Silhouette - technical



Summary: Canonical puts its own wheels inside the GNU/Linux system, which in turn it can use to deviate further into a package that's open but not exactly free (as in freedom)

A LONG discussion in IRC this morning revolved around Canonical. It is important to just keep an eye on what Canonical is doing, not to accuse them (based on mere suspicion) of something which they have not yet done and may never do at all.

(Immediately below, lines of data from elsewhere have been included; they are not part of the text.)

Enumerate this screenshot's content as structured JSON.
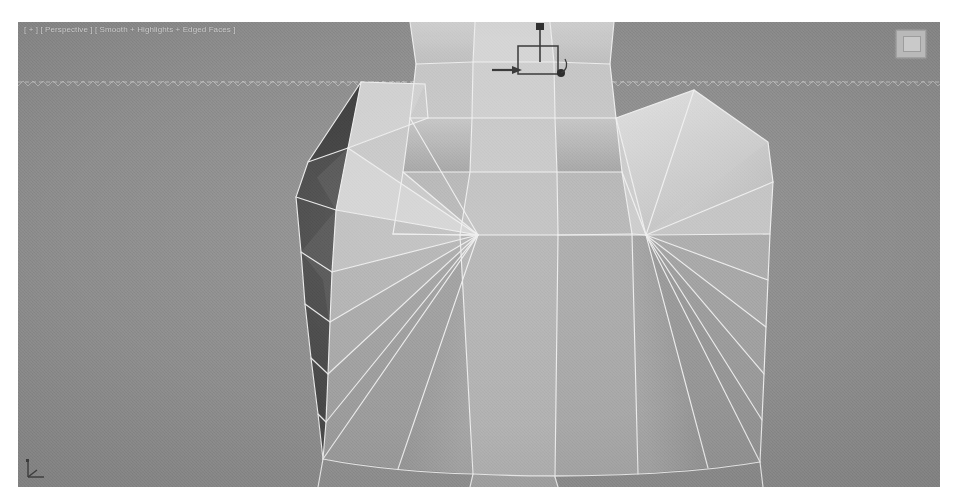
{
  "app": {
    "name": "3ds Max Viewport",
    "window_background": "#ffffff"
  },
  "viewport": {
    "label": "[ + ] [ Perspective ] [ Smooth + Highlights + Edged Faces ]",
    "label_color": "#d8d8d8",
    "background_color": "#8b8b8b",
    "shading_mode": "Smooth + Highlights + Edged Faces",
    "view": "Perspective",
    "bounds": {
      "x": 18,
      "y": 22,
      "width": 922,
      "height": 465
    }
  },
  "overlays": {
    "view_cube": {
      "name": "view-cube",
      "visible": true
    },
    "axis_tripod": {
      "name": "axis-tripod",
      "visible": true,
      "labels": [
        "x",
        "y",
        "z"
      ]
    },
    "horizon_line": {
      "visible": true,
      "style": "dashed-sawtooth",
      "y": 60,
      "color": "#e2e2e2"
    },
    "transform_gizmo": {
      "type": "move",
      "visible": true,
      "handles": [
        "z-axis-up",
        "xy-plane-square",
        "x-axis-right",
        "origin-dot"
      ],
      "color": "#3a3a3a"
    }
  },
  "mesh": {
    "name": "character-torso-shirt",
    "edge_color": "#f2f2f2",
    "edged_faces": true,
    "shading": {
      "lit_face": "#c9c9c9",
      "mid_face": "#a8a8a8",
      "body_face": "#9a9a9a",
      "shadow_face": "#7d7d7d",
      "dark_face": "#4a4a4a",
      "darkest_face": "#3b3b3b"
    },
    "topology": {
      "left_shoulder_fan_vertex": [
        460,
        213
      ],
      "right_shoulder_fan_vertex": [
        628,
        213
      ],
      "description": "Low-poly shirt / torso with triangle fans radiating from each shoulder vertex, dark left side panel, curved bottom hem"
    }
  }
}
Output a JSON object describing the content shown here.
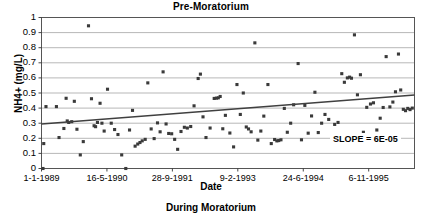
{
  "chart_data": {
    "type": "scatter",
    "title": "Pre-Moratorium",
    "caption_below": "During Moratorium",
    "xlabel": "Date",
    "ylabel": "NH4+ (mg/L)",
    "ylim": [
      0,
      1
    ],
    "ytick_labels": [
      "0",
      "0.1",
      "0.2",
      "0.3",
      "0.4",
      "0.5",
      "0.6",
      "0.7",
      "0.8",
      "0.9",
      "1"
    ],
    "ytick_values": [
      0,
      0.1,
      0.2,
      0.3,
      0.4,
      0.5,
      0.6,
      0.7,
      0.8,
      0.9,
      1
    ],
    "xtick_labels": [
      "1-1-1989",
      "16-5-1990",
      "28-9-1991",
      "9-2-1993",
      "24-6-1994",
      "6-11-1995"
    ],
    "xtick_positions": [
      0,
      0.1754,
      0.3509,
      0.5263,
      0.7018,
      0.8772
    ],
    "xlim_note": "fractional position along axis, 0 = 1-1-1989",
    "grid": "horizontal",
    "legend": "none",
    "marker": "filled-square",
    "marker_color": "#3a3a3a",
    "trendline": {
      "label": "SLOPE = 6E-05",
      "y_start": 0.295,
      "y_end": 0.487,
      "color": "#404040"
    },
    "points": [
      {
        "x": 0.004,
        "y": 0.0
      },
      {
        "x": 0.006,
        "y": 0.165
      },
      {
        "x": 0.012,
        "y": 0.41
      },
      {
        "x": 0.04,
        "y": 0.41
      },
      {
        "x": 0.047,
        "y": 0.205
      },
      {
        "x": 0.06,
        "y": 0.265
      },
      {
        "x": 0.066,
        "y": 0.465
      },
      {
        "x": 0.069,
        "y": 0.315
      },
      {
        "x": 0.073,
        "y": 0.305
      },
      {
        "x": 0.081,
        "y": 0.31
      },
      {
        "x": 0.088,
        "y": 0.445
      },
      {
        "x": 0.095,
        "y": 0.26
      },
      {
        "x": 0.104,
        "y": 0.09
      },
      {
        "x": 0.112,
        "y": 0.178
      },
      {
        "x": 0.126,
        "y": 0.945
      },
      {
        "x": 0.134,
        "y": 0.462
      },
      {
        "x": 0.141,
        "y": 0.283
      },
      {
        "x": 0.145,
        "y": 0.277
      },
      {
        "x": 0.15,
        "y": 0.305
      },
      {
        "x": 0.157,
        "y": 0.432
      },
      {
        "x": 0.162,
        "y": 0.3
      },
      {
        "x": 0.168,
        "y": 0.248
      },
      {
        "x": 0.177,
        "y": 0.525
      },
      {
        "x": 0.187,
        "y": 0.3
      },
      {
        "x": 0.196,
        "y": 0.258
      },
      {
        "x": 0.205,
        "y": 0.225
      },
      {
        "x": 0.215,
        "y": 0.09
      },
      {
        "x": 0.226,
        "y": 0.0
      },
      {
        "x": 0.236,
        "y": 0.255
      },
      {
        "x": 0.244,
        "y": 0.385
      },
      {
        "x": 0.251,
        "y": 0.148
      },
      {
        "x": 0.258,
        "y": 0.162
      },
      {
        "x": 0.264,
        "y": 0.172
      },
      {
        "x": 0.27,
        "y": 0.183
      },
      {
        "x": 0.278,
        "y": 0.193
      },
      {
        "x": 0.285,
        "y": 0.567
      },
      {
        "x": 0.294,
        "y": 0.262
      },
      {
        "x": 0.302,
        "y": 0.198
      },
      {
        "x": 0.311,
        "y": 0.302
      },
      {
        "x": 0.318,
        "y": 0.243
      },
      {
        "x": 0.326,
        "y": 0.64
      },
      {
        "x": 0.334,
        "y": 0.295
      },
      {
        "x": 0.341,
        "y": 0.232
      },
      {
        "x": 0.349,
        "y": 0.23
      },
      {
        "x": 0.357,
        "y": 0.193
      },
      {
        "x": 0.365,
        "y": 0.127
      },
      {
        "x": 0.374,
        "y": 0.245
      },
      {
        "x": 0.383,
        "y": 0.273
      },
      {
        "x": 0.391,
        "y": 0.268
      },
      {
        "x": 0.4,
        "y": 0.278
      },
      {
        "x": 0.409,
        "y": 0.415
      },
      {
        "x": 0.42,
        "y": 0.596
      },
      {
        "x": 0.426,
        "y": 0.625
      },
      {
        "x": 0.433,
        "y": 0.342
      },
      {
        "x": 0.441,
        "y": 0.205
      },
      {
        "x": 0.452,
        "y": 0.268
      },
      {
        "x": 0.463,
        "y": 0.464
      },
      {
        "x": 0.469,
        "y": 0.466
      },
      {
        "x": 0.474,
        "y": 0.468
      },
      {
        "x": 0.479,
        "y": 0.477
      },
      {
        "x": 0.486,
        "y": 0.263
      },
      {
        "x": 0.493,
        "y": 0.352
      },
      {
        "x": 0.505,
        "y": 0.235
      },
      {
        "x": 0.515,
        "y": 0.143
      },
      {
        "x": 0.524,
        "y": 0.556
      },
      {
        "x": 0.533,
        "y": 0.358
      },
      {
        "x": 0.541,
        "y": 0.5
      },
      {
        "x": 0.549,
        "y": 0.275
      },
      {
        "x": 0.555,
        "y": 0.262
      },
      {
        "x": 0.562,
        "y": 0.243
      },
      {
        "x": 0.572,
        "y": 0.832
      },
      {
        "x": 0.58,
        "y": 0.188
      },
      {
        "x": 0.588,
        "y": 0.248
      },
      {
        "x": 0.596,
        "y": 0.347
      },
      {
        "x": 0.607,
        "y": 0.556
      },
      {
        "x": 0.616,
        "y": 0.165
      },
      {
        "x": 0.625,
        "y": 0.192
      },
      {
        "x": 0.631,
        "y": 0.183
      },
      {
        "x": 0.636,
        "y": 0.185
      },
      {
        "x": 0.642,
        "y": 0.19
      },
      {
        "x": 0.651,
        "y": 0.398
      },
      {
        "x": 0.659,
        "y": 0.24
      },
      {
        "x": 0.668,
        "y": 0.3
      },
      {
        "x": 0.676,
        "y": 0.422
      },
      {
        "x": 0.688,
        "y": 0.695
      },
      {
        "x": 0.697,
        "y": 0.19
      },
      {
        "x": 0.706,
        "y": 0.418
      },
      {
        "x": 0.715,
        "y": 0.234
      },
      {
        "x": 0.724,
        "y": 0.348
      },
      {
        "x": 0.733,
        "y": 0.505
      },
      {
        "x": 0.742,
        "y": 0.238
      },
      {
        "x": 0.751,
        "y": 0.3
      },
      {
        "x": 0.76,
        "y": 0.358
      },
      {
        "x": 0.77,
        "y": 0.325
      },
      {
        "x": 0.778,
        "y": 0.178
      },
      {
        "x": 0.786,
        "y": 0.292
      },
      {
        "x": 0.795,
        "y": 0.305
      },
      {
        "x": 0.805,
        "y": 0.628
      },
      {
        "x": 0.812,
        "y": 0.571
      },
      {
        "x": 0.82,
        "y": 0.6
      },
      {
        "x": 0.826,
        "y": 0.605
      },
      {
        "x": 0.831,
        "y": 0.598
      },
      {
        "x": 0.839,
        "y": 0.885
      },
      {
        "x": 0.847,
        "y": 0.488
      },
      {
        "x": 0.855,
        "y": 0.621
      },
      {
        "x": 0.863,
        "y": 0.24
      },
      {
        "x": 0.872,
        "y": 0.405
      },
      {
        "x": 0.882,
        "y": 0.427
      },
      {
        "x": 0.89,
        "y": 0.435
      },
      {
        "x": 0.899,
        "y": 0.255
      },
      {
        "x": 0.908,
        "y": 0.333
      },
      {
        "x": 0.916,
        "y": 0.404
      },
      {
        "x": 0.924,
        "y": 0.741
      },
      {
        "x": 0.934,
        "y": 0.408
      },
      {
        "x": 0.942,
        "y": 0.44
      },
      {
        "x": 0.949,
        "y": 0.508
      },
      {
        "x": 0.957,
        "y": 0.758
      },
      {
        "x": 0.963,
        "y": 0.52
      },
      {
        "x": 0.97,
        "y": 0.392
      },
      {
        "x": 0.976,
        "y": 0.383
      },
      {
        "x": 0.982,
        "y": 0.398
      },
      {
        "x": 0.988,
        "y": 0.39
      },
      {
        "x": 0.994,
        "y": 0.4
      }
    ]
  }
}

Last month Canonical was criticised for its copyright policy in Ubuntu. Now that we deal with Unity and Wayland in future releases of Ubuntu, one might also ask about control which goes beyond copyrights. There is growing concern among us that Ubuntu does to GNU/Linux what Alfresco does right about now by going proprietary with an 'open' core-like (dual licensing) structure. Canonical's current COO came from Alfresco where such a business strategy had been implemented even before he left. Hosted plans are part of it.

“Now that we deal with Unity and Wayland in future releases of Ubuntu, one might also ask about control which goes beyond copyrights.”Canonical desperately needs to hire some Free software advocates, including the likes of developers such as Alan Cox (now in Intel). Canonical adds so-called 'pragmatists', especially for the management (there are even hirings from Microsoft), so guidance sometimes misses the point about freedom. Just consider the Yahoo! debacle (Ubuntu sending users to Microsoft), which Canonical eventually withdrew from, only after a lot of backlash.

There is a growing perception that's difficult to deny about Canonical building its own Android-like environment which embodies GNU/Linux but disregards developers from other companies that use the same software. Android is good at addressing Ubuntu's #1 bug (market share), but it does very little to actually promote software freedom.

Here is a new example of a key Canonical developer promoting Novell's Banshee, which is based on Novell's Mono that contains Microsoft code. We wrote about this troubling subject in:



Ubuntu should not be imitating Apple or emulating Microsoft. Trying to become something they are not will leave almost everyone dissatisfied. Additionally, in order to succeed, Ubuntu should work closely with other companies. Diverging and doing things alone would leave Canonical competing quite weakly against far bigger and more aggressive companies. A lot of developers associate themselves with Free/libre software through the GPL (which Apple hates). Ubuntu should not anger "developers developers developers developers" like Microsoft is doing right now; instead, it ought to consider working more closely with GNOME and with X. It would help everyone.

"That would be because we believe in Free Software and doing the right thing (a practice you appear to have given up on). Maybe it is time the term 'open source' also did the decent thing and died out with you."